Theater artists, too, have long been drawn to the Hamptons.  In 1962, playwright Edward Albee drove to Montauk to visit actress Uta Hagen, and felt compelled to purchase his own parcel of land there.  In 1967 he also purchased a former stable in the area, which he turned into a seasonal retreat for artists and writers that is still in operation today.  During the late 1960s, actress and Off-Off-Broadway producer Gaby Rodgers staged a series of theatrical events in the backyards of some of her friends in East Hampton.  Painters, writers and other artists would be drafted to participate in these free-ranging displays of performance art.  In the early 1990s, fabric designer Jack Lenor Larsen built the LongHouse Reserve—landscaped gardens designed to host performances of music, dance and theater.  And in the hamlet of Water Mill, avant-garde stage director Robert Wilson has built a laboratory specially designed for experimental theater and design projects.

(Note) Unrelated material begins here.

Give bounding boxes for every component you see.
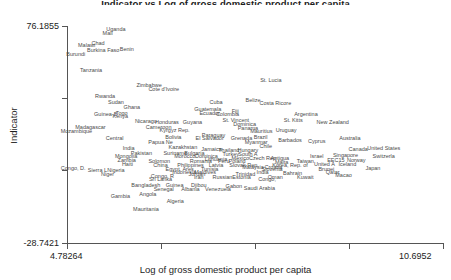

Expansion and rising prices in the Hamptons have in recent years diminished both the natural views that have long drawn artists to the East End, and the capacity for up-and-coming writers, painters, poets and theater-makers to join the ranks of Hamptons residents.  Many former artists’ studios have been destroyed or converted to private homes.  A select few, however, such as the former home of Jackson Pollock and the Moran studio, still remain as memorials, and many artists who currently own homes of historic interest in the area are making arrangements to preserve their property for posterity.  A final testament to the artistic history of the Hamptons is Green River Cemetery, the resting place of choice for East End artists including Jackson Pollock, James Brooks, Jimmy Ernst, A. J. Liebling and Frank O’Hara.  The cemetery has become so popular that the management has had to purchase additional land, and many visitors make their way to the cemetery each year to pay their respects to some of the trailblazers who have kept the artistic spirit of the Hamptons alive over the past hundred years.